22 Sep 2009

Winning Afghanistan boils down to hearts and minds

General McChrystal says more troops are needed in Afghanistan. But the lesson of Iraq is that you have to win over the local population.

It’s not often that a serving general talks publicly about the prospect of defeat, but that’s exactly what General Stanley McChrystal, the US force commander in Afghanistan, has done.

His report, leaked to the Washington Post, makes bleak reading for those who would say that if only they had a few more troops all would be well.

“Focussing on force or resource requirements misses the point entirely,” he writes. “The key take away from this assessment is the urgent need for a significant change to our strategy and the way that we think and operate.”

What it boils down to is more hearts and minds, less trying to kill the Taliban.

And he points up a very interesting issue: force protection. This is something we noticed when the American troops first arrived in Baghdad. Simply put, they killed Iraqi civilians rather than risk their own lives.

As a result scores of Iraqis were killed when they approached checkpoints simply because – at first – they didn’t know to get out of their cars and put their hands in the air.

I remember how our driver and fixer did indeed, as Dick Cheney predicted, see the Americans as liberators on Day One. But on Day Two we watched marines shoot at two carloads of Iraqis rather than theoretically risk exposing themselves by moving into the middle of the road with a notice in Arabic (not that they had a notice in Arabic) saying: No Entry.

The result: three dead and three wounded, including a five-year-old girl. Unsurprisingly, our Iraqi colleagues immediately changed their view of the Americans.

General McChrystal says US troops (and presumably other Nato forces as well) need to change their “operational culture”. I don’t know how easy that will be, especially in the one year time frame he’s given for reversing the “insurgent momentum”.
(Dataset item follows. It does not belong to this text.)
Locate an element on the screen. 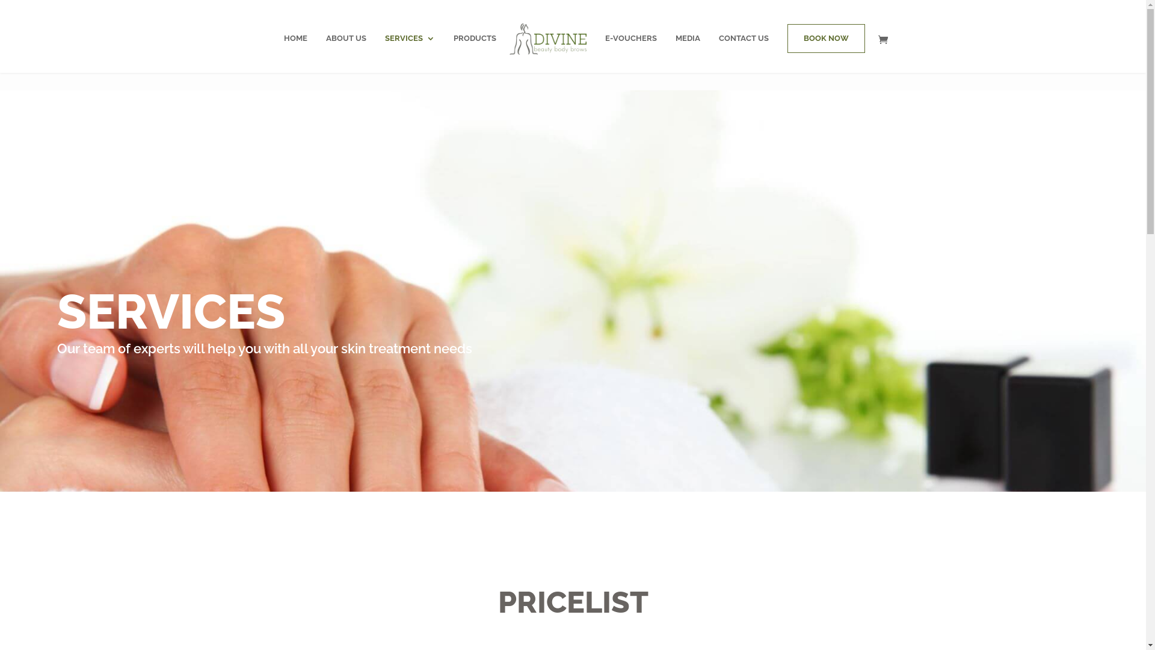 This screenshot has width=1155, height=650. ABOUT US is located at coordinates (347, 48).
After eight years, it’s very hard for soldiers to see the local population as anything other than potential enemies, especially when every patrol runs the risk of improvised explosive devices. When soldiers are dying every day, of course they look with suspicion at those who around them who may be sheltering – willingly or unwillingly – those who are trying to kill them.

General McChrystal’s analysis is spot on. He seems to understand why so many Afghans are hostile to American soldiers. Yet I suspect he underestimates most Afghans’ over-arching suspicion of foreigners (especially those are occupying their country), and the wariness of his own troops.

He knows what’s gone wrong. But whether it’s really possible for a new strategy to put it right, well, that’s much more difficult.